EXERCISE DATA

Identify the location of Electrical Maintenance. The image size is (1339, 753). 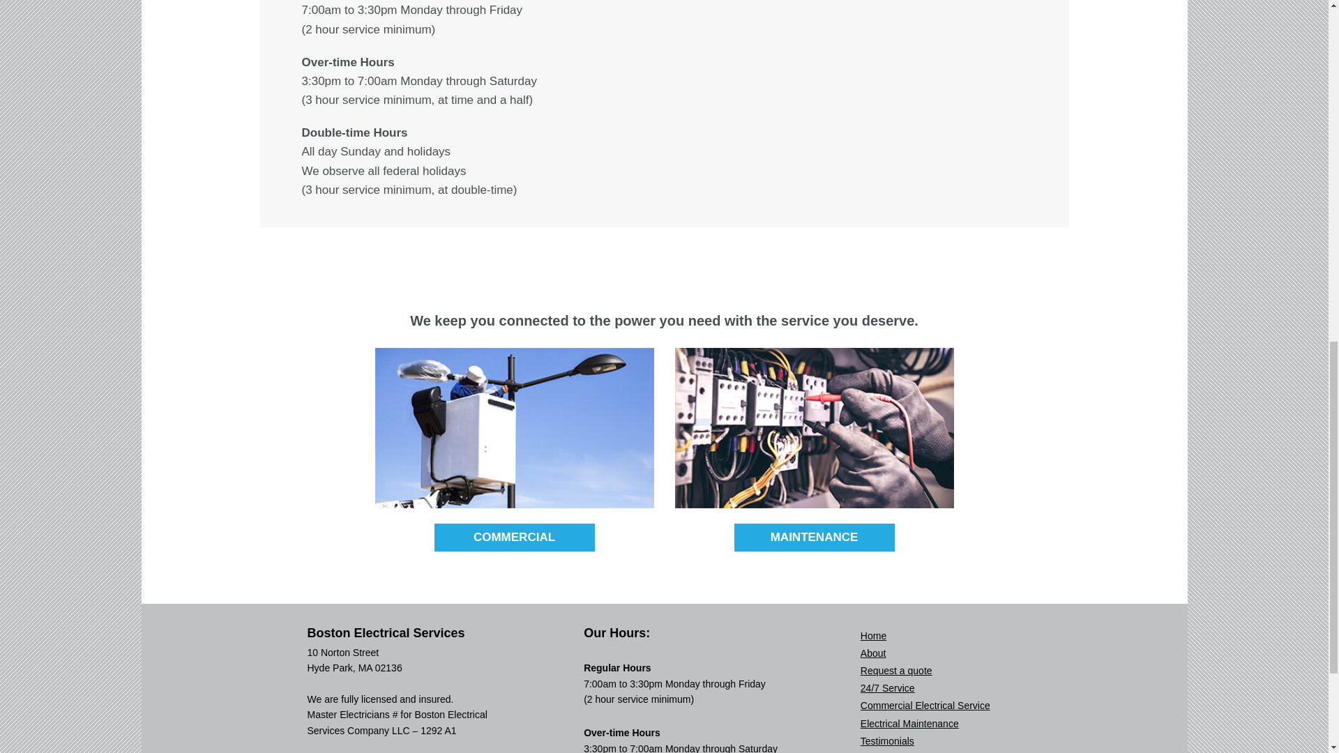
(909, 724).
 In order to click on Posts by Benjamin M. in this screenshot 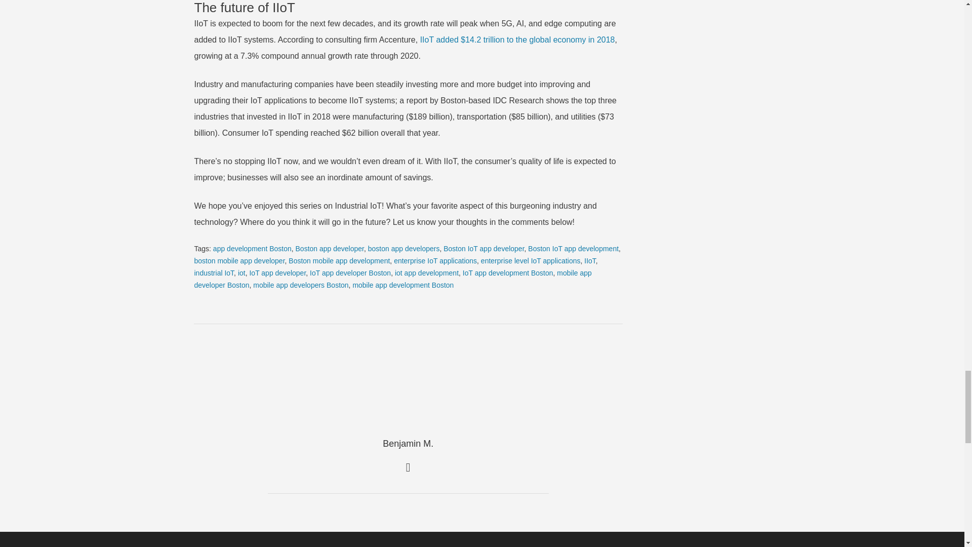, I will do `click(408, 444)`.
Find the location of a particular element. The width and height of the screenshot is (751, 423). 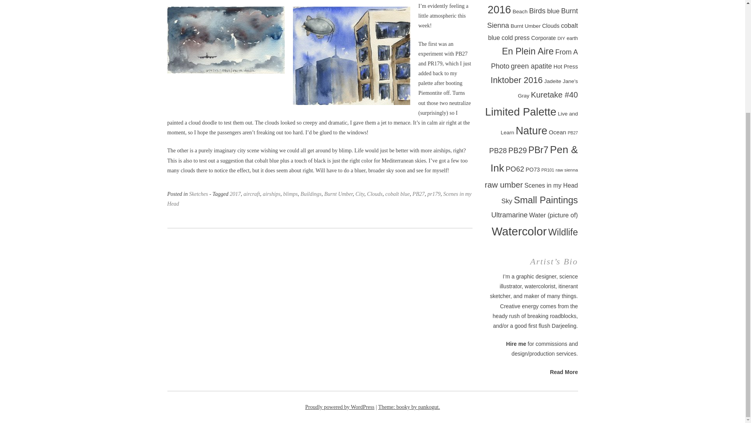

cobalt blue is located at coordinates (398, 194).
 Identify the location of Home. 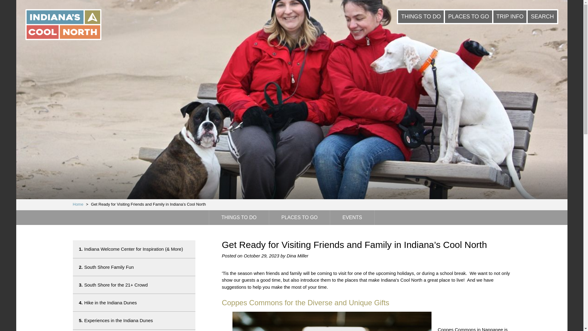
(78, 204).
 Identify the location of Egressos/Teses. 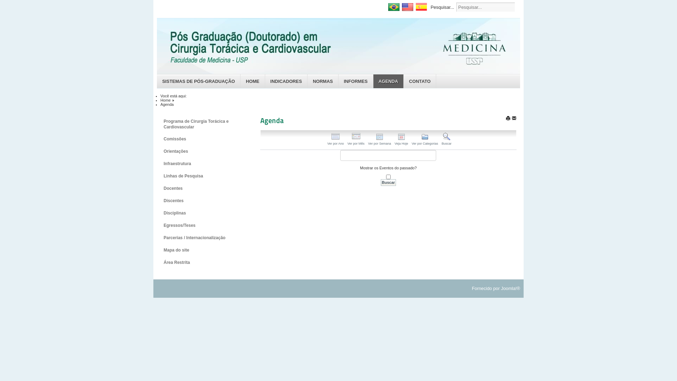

--

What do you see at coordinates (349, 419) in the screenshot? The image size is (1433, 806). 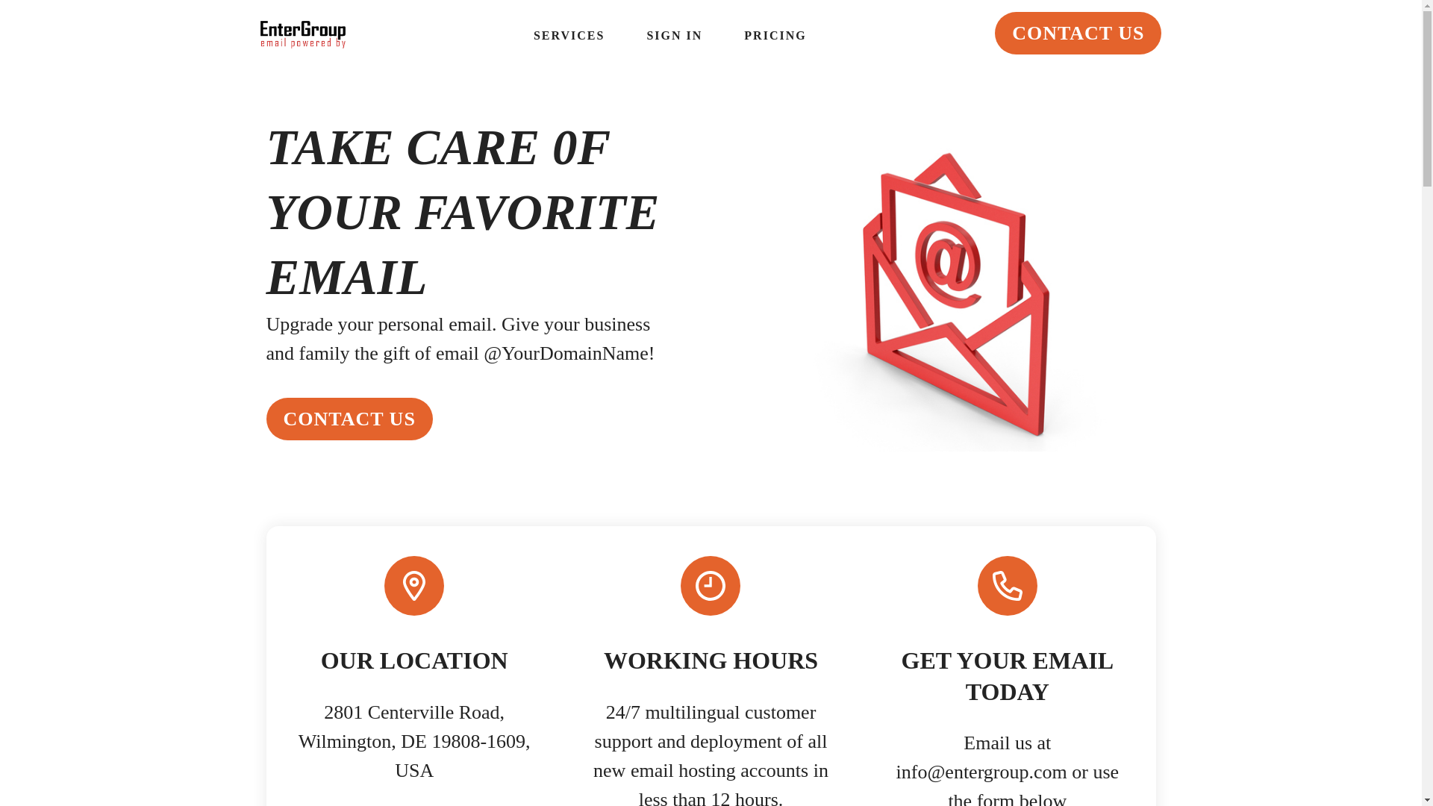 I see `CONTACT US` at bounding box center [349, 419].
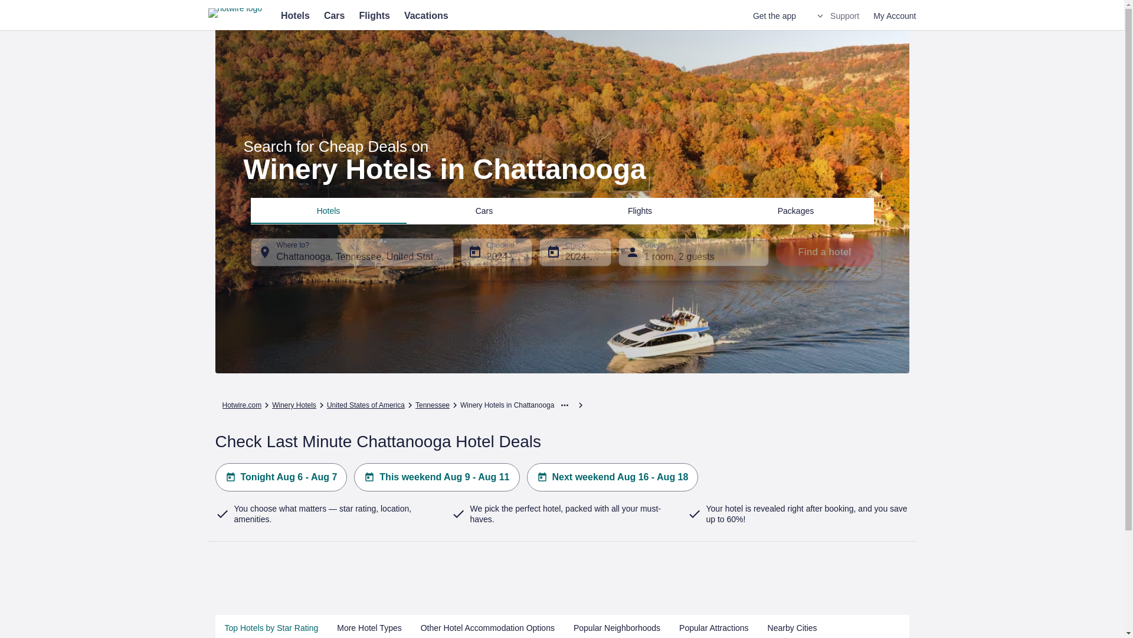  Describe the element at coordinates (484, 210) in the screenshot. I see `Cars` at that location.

REQUIRED ACTION
Return the stretch of data that begins with the line showing "Find the location" and goes on through the line showing "Identify the location of Egressos/Teses.", exactly, with pictures removed.

ANSWER TO THIS PROBLEM
Find the location of a particular element. The width and height of the screenshot is (751, 423). 

cobalt blue is located at coordinates (398, 194).
 Identify the location of Home. 
(78, 204).
 Identify the location of Egressos/Teses. 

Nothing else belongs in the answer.